Fallow on Broadband
Brian Fallow makes some good points on broadband:
Going further than the current programme of laying fibre to the cabinet, taking fibre to the home is estimated to cost a further $6.2 billion, of which the Government is contemplating stumping up about a quarter.
Brian is quoting the Castalia report, which I covered on Saturday. That estimate is based on using telcos only to do fibre to the home. It has been estimated the cost drops by around $2 billion if you bring utility lines companies into the equation.
But we have something of a tradition of being penny-wise, pound foolish when it comes to infrastructure investment.
We are paying a stiff price for neglecting investment in the national grid.
Auckland would be a better-functioning city right now if it had gone for light rail when Sir Dove-Meyer Robinson advocated it and/or had completed its highway network.
Indeed.
Sceptics of the Government’s plans are on firmer ground perhaps when they question whether they would pay off in lifting the country’s unimpressive productivity levels. Surely fibre to the workplace is what counts there.
However the boundary between home and workplace is becoming fuzzier.
If the aim of this exercise is to deliver infrastructure that will be as important for the coming century as roads and power lines were for the last one, then part of that future-proofing should take account of carbon costs and the gains to be had if telecommunications can be substituted for transport.
When your home Internet connection means you can access the office LAN as quickly as if you were in the office, and when it means you can be video-conferenced to one or more colleagues more quickly that it would take to walk down a corridor, then you will have a significant exodus of people going from work to working from home.
Details about how it will be structured and intersect with existing players are on the non-existent side of scant at this stage but Communications Minister Stephen Joyce is promising more information within a matter of weeks.
“It is a plan to proceed over 10 years, to achieve a step change and do it faster than the market would otherwise do it,” he said.
“The argument is it provides a competitive advantage to New Zealand as a whole to get this infrastructure in ahead of some other countries.”
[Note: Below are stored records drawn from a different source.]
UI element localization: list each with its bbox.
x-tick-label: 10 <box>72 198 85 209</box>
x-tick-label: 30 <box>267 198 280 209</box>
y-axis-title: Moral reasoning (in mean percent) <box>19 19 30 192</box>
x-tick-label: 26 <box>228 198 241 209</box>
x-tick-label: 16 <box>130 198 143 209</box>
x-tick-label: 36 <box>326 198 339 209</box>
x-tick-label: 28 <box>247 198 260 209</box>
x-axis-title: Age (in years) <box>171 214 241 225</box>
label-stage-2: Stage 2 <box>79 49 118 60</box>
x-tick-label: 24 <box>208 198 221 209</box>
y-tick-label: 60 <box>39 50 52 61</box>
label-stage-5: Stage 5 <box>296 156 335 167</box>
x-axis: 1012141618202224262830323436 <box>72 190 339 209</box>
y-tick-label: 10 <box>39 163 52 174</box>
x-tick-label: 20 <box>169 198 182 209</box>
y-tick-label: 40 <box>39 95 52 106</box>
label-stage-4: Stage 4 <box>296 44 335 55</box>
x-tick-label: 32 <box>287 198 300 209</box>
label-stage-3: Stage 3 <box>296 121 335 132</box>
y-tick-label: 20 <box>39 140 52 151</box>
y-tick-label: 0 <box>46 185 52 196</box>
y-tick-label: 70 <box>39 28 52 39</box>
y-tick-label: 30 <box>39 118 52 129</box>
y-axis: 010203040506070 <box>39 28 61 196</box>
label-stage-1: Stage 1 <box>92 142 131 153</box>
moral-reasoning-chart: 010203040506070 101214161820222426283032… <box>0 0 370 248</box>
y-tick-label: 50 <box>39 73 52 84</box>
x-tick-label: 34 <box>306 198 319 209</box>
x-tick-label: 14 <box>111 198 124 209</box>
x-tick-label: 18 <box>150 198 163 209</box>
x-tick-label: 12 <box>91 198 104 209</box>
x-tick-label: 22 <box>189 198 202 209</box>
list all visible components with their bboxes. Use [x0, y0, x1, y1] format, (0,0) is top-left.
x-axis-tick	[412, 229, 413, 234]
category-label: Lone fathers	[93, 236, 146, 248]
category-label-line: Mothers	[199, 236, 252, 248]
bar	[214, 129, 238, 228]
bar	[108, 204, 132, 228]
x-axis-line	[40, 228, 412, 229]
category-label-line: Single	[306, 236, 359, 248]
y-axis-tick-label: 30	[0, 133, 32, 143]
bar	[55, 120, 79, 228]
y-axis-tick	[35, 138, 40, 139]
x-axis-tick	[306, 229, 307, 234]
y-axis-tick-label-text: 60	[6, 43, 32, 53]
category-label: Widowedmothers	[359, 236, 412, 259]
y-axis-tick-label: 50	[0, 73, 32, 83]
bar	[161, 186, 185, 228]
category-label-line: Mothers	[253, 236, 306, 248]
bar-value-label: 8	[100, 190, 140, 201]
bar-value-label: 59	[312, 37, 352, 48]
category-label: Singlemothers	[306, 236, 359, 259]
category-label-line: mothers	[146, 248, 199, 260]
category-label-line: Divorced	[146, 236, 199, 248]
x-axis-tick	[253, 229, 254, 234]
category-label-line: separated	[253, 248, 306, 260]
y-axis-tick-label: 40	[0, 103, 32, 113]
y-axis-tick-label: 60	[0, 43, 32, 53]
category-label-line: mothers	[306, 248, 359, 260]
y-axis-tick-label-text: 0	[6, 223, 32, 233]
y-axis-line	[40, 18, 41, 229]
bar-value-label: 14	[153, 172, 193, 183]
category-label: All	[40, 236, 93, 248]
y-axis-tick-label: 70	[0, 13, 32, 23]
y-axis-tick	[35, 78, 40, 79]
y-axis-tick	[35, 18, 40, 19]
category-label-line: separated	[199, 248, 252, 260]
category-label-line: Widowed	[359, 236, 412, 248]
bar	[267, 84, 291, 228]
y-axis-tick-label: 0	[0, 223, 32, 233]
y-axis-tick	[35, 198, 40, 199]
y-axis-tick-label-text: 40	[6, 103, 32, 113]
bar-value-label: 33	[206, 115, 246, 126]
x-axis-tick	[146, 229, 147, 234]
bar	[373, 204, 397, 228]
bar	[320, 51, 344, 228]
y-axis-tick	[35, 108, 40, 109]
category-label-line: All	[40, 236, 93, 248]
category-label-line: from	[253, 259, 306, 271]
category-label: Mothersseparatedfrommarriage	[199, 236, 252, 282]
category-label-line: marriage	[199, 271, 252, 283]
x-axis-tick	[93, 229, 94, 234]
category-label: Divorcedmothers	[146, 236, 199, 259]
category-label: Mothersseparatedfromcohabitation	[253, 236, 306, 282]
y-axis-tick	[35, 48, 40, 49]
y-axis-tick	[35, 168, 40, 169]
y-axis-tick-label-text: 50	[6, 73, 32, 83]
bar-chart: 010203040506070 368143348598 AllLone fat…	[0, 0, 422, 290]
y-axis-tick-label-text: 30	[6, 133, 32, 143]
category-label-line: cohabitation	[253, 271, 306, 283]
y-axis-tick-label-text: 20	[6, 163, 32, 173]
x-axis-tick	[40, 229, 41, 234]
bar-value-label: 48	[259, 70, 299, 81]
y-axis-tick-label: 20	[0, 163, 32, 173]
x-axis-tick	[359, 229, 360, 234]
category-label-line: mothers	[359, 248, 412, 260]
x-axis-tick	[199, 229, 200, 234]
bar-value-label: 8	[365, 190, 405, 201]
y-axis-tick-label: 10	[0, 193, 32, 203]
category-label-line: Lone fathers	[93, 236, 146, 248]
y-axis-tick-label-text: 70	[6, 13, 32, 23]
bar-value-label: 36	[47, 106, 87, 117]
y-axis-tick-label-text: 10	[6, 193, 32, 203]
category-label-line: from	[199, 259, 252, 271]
It is not too much of a simplification to say that, historically, the things which have really propelled the New Zealand economy forward have been technologies which overcome or mitigate the tyranny of distance, like refrigerated shipping in the 1880s or jet travel in the 1960s.
It is hard enough to achieve productivity gains through economies of scale or scope given our small size and remoteness.
We are the only OECD country that is both very remote and very small. To stay competitive we do need to be ahead of the pack when it comes to technologies that, as Steve Joyce said, mitigate the tyranny of distance.